Los Angeles

“Two Sketchbooks of Joan Miró”

Paul Kantor Gallery

The first group of sketches is comprised of a series of cubist-inspired works dating from 1915 to 1917, a period when Miró belonged to the Sant-Lluck Circle in Barcelona. These drawings are lusty, subtly mod­eled and highly formalized. They rep­resent the work of a man searching for form, order, and a relationship with the external world. The torsos are mobile, solid, angular. They reflect an academic attitude in their logic of con­struction. The Old Man is a Poussin­esque Neptune whose limbs are pic­torially dissected in a manner not un­like the way Cézanne might have drawn after the old master. Man with Mous­tache is a kind of Spanish Pere Tan­guy, rendered at a time when Miró was admittedly under the strong influence of Van Gogh (as well as the Fauves).
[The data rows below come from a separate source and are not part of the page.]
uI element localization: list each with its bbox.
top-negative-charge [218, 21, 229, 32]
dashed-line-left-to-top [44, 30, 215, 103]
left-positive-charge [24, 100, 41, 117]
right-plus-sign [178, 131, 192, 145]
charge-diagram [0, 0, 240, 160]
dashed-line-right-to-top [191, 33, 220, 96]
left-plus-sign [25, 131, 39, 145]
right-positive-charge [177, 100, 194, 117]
In 1919, Miró left Spain for Paris, thereafter dividing his time between Barcelona and France. He was in touch with the Picasso circle and the Sur­realists, and was deeply affected by the then-prevalent cubist movement, an influence evident in a later tendency to show simultaneous and disparate views of the same object. In 1925, he participated in the first Surrealist ex­hibition at the Galerie Pierre in Paris and, shortly afterward, traveled to Hol­land where he became an ardent ad­mirer of Vermeer. In the early ’thirties, Miró was preoccupied with the medium of collage. He went on to do the decors for the Ballet Russe de Monte Carlo, and later executed two large mural commissions. By the time of the Span­ish Civil War, his beloved Spain was closed to him, and he was unable to return there until the end of World War II.

During this decade the content of his work was developing along the “fringes of reality.” That is, he depicted identifiable objects in barely recog­nizable, fragmentary contexts, exploit­ing their literal meanings via cryptic signs or personal symbols. His plastic resources were nourished by his intui­tion and rich, poetic imagination. This penetrating look inward was marked by a new, great breadth of two-dimensional lyricism and graphic wit, ironically as­similated with a peculiar “terribilita.” This inner probing represented a major shift in emphasis from the formal to the instinctual, from the conscious to the unconscious, from a conceptual to a perceptual approach. Klee, Kandinsky, Picasso, Cubism, the Surrealists, all wielded influences at their times; but by the middle ’thirties, Miró had inte­grated these special experiences into a fluent and personal language that enabled him to throw prudence, intel­lect and tradition “to the winds, nothing held back.”

It is in the later series of pencil drawings at Kantor’s Gallery, executed in 1937 at the Academie de la Grande Chaumiere in Paris, that this total in­tegration, this harmony with his own background (and with nature) is revealed. “For the artist, communication with nature remains the most essential condition. The artist is human; himself nature; part of nature within natural space,” wrote Paul Klee in 1923. Miró learned this profound lesson well. In the 1937 drawings, he and the figures are one; he is his subject, having drawn the figures by allowing his em­pathic hand to follow his feelings about the forms he was looking at. In this broad sense, he was drawing by feel, rather than simply rendering the im­ages which appeared on the retina of his eye, then distorting them intel­lectually according to the canons of previous art.

With a line as sensitive and meaning­ful as Ingres’, he describes every flex­ing limb with undulating eroticism; his forms are bio-morphic; his awareness of anatomy is profound; and his seem­ingly extreme dislocations are the re­sult of a scrutinizing consciousness which simplifies the essence of a ges­ture or a movement with razor-sharp, penetrating clarity. He distributes the weight of his figures as it might be dis­tributed if we could look like we feel at a given moment. Miró perceives the special character of a particular knee, breast, nose or arm with such unmis­takable accuracy and insight, that often they initially appear to be comical, somewhat in the same way that photo­graphs of ourselves occasionally do when we are surprised to discover and recognize ourselves in them.

In these studies, Miró has created a timeless album of highly inventive, transcendental anagrams of the human frame which, thanks to the thorough­ness of his keenly observed, awesome findings, is an amalgam of the frail, vulnerable, soft, warm, physicalness of the human body.